The results are surprising...
Along with a few expected names at their expected place, we have:
Cut the obvious about "world's most powerful country", what we have is the analysts at one of the most influential think-tank placing the US president at fifth rank... assessing US influence as very much diminished even as their comment says the opposite "most influential country"!#5- Barack Obama – Even at a time when Washington is focused almost entirely on Washington, the elected leader of the world’s most powerful and influential country carries a lot of water. The Obama administration will watch the eurozone from the sidelines and keep commitments in the Middle East to a minimum, but the United States will continue to broaden and deepen security and commercial relationships in East Asia, and Obama’s decisions on how far and how fast to move will be crucial.
In the past, this used to be called Lese-majesty, and it was severely punished.
Lese-majesty square two.

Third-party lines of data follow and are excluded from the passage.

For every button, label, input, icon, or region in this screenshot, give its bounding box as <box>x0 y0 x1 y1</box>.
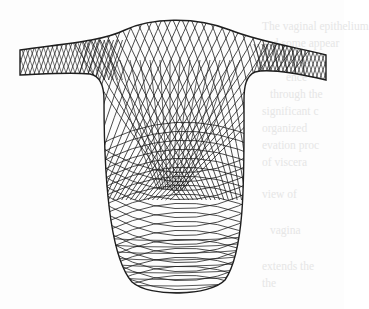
fibre-strand <box>235 14 264 200</box>
fibre-strand <box>100 288 256 293</box>
fibre-strand <box>322 44 336 84</box>
fibre-strand <box>100 236 256 241</box>
fibre-strand <box>290 14 305 200</box>
fibre-strand <box>272 14 290 200</box>
fibre-strand <box>157 14 303 200</box>
fibre-strand <box>90 284 260 309</box>
fibre-strand <box>334 44 344 84</box>
fibre-strand <box>330 44 344 84</box>
fibre-strand <box>100 282 256 287</box>
fibre-strand <box>334 44 344 84</box>
fibre-strand <box>326 44 340 84</box>
fibre-strand <box>326 44 340 84</box>
fibre-strand <box>90 275 260 308</box>
fibre-strand <box>244 14 269 200</box>
fibre-strand <box>100 256 256 261</box>
fibre-strand <box>14 40 28 80</box>
fibre-strand <box>330 44 344 84</box>
helical-fibres <box>14 14 344 309</box>
fibre-strand <box>281 14 297 200</box>
fibre-strand <box>90 266 260 299</box>
fibre-strand <box>90 293 260 309</box>
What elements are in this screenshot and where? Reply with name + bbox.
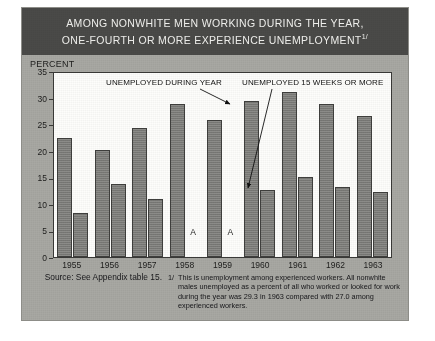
x-axis-tick: 1963 <box>356 260 391 270</box>
x-axis-tick: 1957 <box>130 260 165 270</box>
x-axis-tick: 1955 <box>55 260 90 270</box>
footnote-text: This is unemployment among experienced w… <box>178 273 402 310</box>
bar-group <box>56 73 90 257</box>
bar-unemployed-15-weeks <box>260 190 275 257</box>
not-available-marker: A <box>190 227 196 237</box>
chart-title-line-2-text: ONE-FOURTH OR MORE EXPERIENCE UNEMPLOYME… <box>62 34 362 46</box>
x-axis: 195519561957195819591960196119621963 <box>53 260 392 270</box>
chart-area: PERCENT 35302520151050 AA 19551956195719… <box>22 55 408 320</box>
footnote-marker: 1/ <box>168 273 178 310</box>
x-axis-tick: 1962 <box>318 260 353 270</box>
bar-unemployed-15-weeks <box>73 213 88 257</box>
chart-title-line-2: ONE-FOURTH OR MORE EXPERIENCE UNEMPLOYME… <box>62 30 368 47</box>
y-axis-tick: 10 <box>38 200 53 210</box>
bar-unemployed-15-weeks: A <box>186 217 201 257</box>
bar-group <box>280 73 314 257</box>
chart-title-bar: AMONG NONWHITE MEN WORKING DURING THE YE… <box>22 8 408 55</box>
y-axis-tick: 35 <box>38 67 53 77</box>
bar-group <box>243 73 277 257</box>
bar-unemployed-during-year <box>357 116 372 257</box>
title-footnote-marker: 1/ <box>362 33 369 40</box>
bar-unemployed-15-weeks <box>335 187 350 257</box>
x-axis-tick: 1956 <box>92 260 127 270</box>
y-axis-tick: 15 <box>38 173 53 183</box>
bar-group: A <box>205 73 239 257</box>
x-axis-tick: 1960 <box>243 260 278 270</box>
not-available-marker: A <box>228 227 234 237</box>
chart-title-line-1: AMONG NONWHITE MEN WORKING DURING THE YE… <box>66 16 364 30</box>
bar-unemployed-during-year <box>244 101 259 257</box>
bar-group <box>318 73 352 257</box>
footnote-block: Source: See Appendix table 15. 1/ This i… <box>30 273 402 310</box>
bar-group <box>93 73 127 257</box>
bar-unemployed-15-weeks: A <box>223 217 238 257</box>
y-axis-tick: 5 <box>42 226 53 236</box>
y-axis-tick: 0 <box>42 253 53 263</box>
source-note: Source: See Appendix table 15. <box>30 273 168 310</box>
plot-area: AA <box>53 72 392 258</box>
bar-unemployed-during-year <box>57 138 72 257</box>
y-axis: 35302520151050 <box>22 72 53 258</box>
y-axis-tick: 25 <box>38 120 53 130</box>
y-axis-tick: 30 <box>38 94 53 104</box>
figure-panel: AMONG NONWHITE MEN WORKING DURING THE YE… <box>22 8 408 320</box>
bar-group <box>130 73 164 257</box>
bar-unemployed-during-year <box>132 128 147 257</box>
y-axis-tick: 20 <box>38 147 53 157</box>
x-axis-tick: 1959 <box>205 260 240 270</box>
x-axis-tick: 1961 <box>280 260 315 270</box>
annotation-unemployed-15-weeks: UNEMPLOYED 15 WEEKS OR MORE <box>242 78 383 87</box>
x-axis-tick: 1958 <box>168 260 203 270</box>
bar-unemployed-during-year <box>170 104 185 257</box>
bar-unemployed-during-year <box>319 104 334 257</box>
bar-unemployed-15-weeks <box>298 177 313 257</box>
bar-unemployed-during-year <box>95 150 110 257</box>
bar-unemployed-15-weeks <box>148 199 163 257</box>
bar-unemployed-15-weeks <box>111 184 126 257</box>
bar-unemployed-during-year <box>207 120 222 257</box>
bar-unemployed-during-year <box>282 92 297 257</box>
bar-group: A <box>168 73 202 257</box>
annotation-unemployed-during-year: UNEMPLOYED DURING YEAR <box>106 78 222 87</box>
bar-group <box>355 73 389 257</box>
bar-unemployed-15-weeks <box>373 192 388 257</box>
bars-layer: AA <box>54 73 391 257</box>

The comment precises this ranking as partly the result of "Russia's personalized system" (albeit not the only country where identity of the leader is important), however it remains that those analysts strongly linked to Western largest political and financial centers say that Putin has consolidated more "regional power" than anybody else on the planet.#2- Vladimir Putin – In Russia’s personalized system, Putin is still the person who counts. He isn’t as popular as he used to be, and his country has no Soviet-scale clout or influence, but no one on the planet has consolidated more domestic and regional power than Putin.
And Putin is second to... nobody:
The notion of G-Zero world was coined by Bremmer, expressing current situation of all the world's leaders being preoccupied with regional issues at best, none of them raising to face the issues of humankind as a whole. Description of a massive failure of the most influential leaders to even try agreeing on any policies to face the challenges of the times...#1- Nobody – In a G-Zero world, everyone is waiting for someone else to shoulder responsibility for the world’s toughest and most dangerous challenges. The leaders you’ll see named further down this list are preoccupied with local and regional problems and don’t have the interest and leverage needed to take on a growing list of transnational problems.
Is not Bremmer correct?
The ball is rolling, and the world with it. America used to be the reference for a large part of the world, the SU serving as secondary counter-reference. Then America seemed to have become the global leader, the "hyperpower", the "indispensable nation" that would be the sole reference and define the future. Now fading of that reference and leadership (which had begun long time ago but was not readily apparent) leaves... "Nobody" in charge.
The world is more and more multipolar. But everybody is concerned with his particular piece of reality. No "concert of nations" has yet emerged for the most important countries / groupings to define a consistent coordinated leadership.
The ball is rolling... the ball of all nation's and people's hopes, fears, instincts, worries, knee-jerk reactions, policies blind to all but regional concerns... in face of the most serious problems than the world ever faced since WWII, and possibly for a longer time still.
The "concert of nations" will re-emerge. But not before the ball wrecks a lot of damage. And then further damage.
We human beings learn. But from our errors only.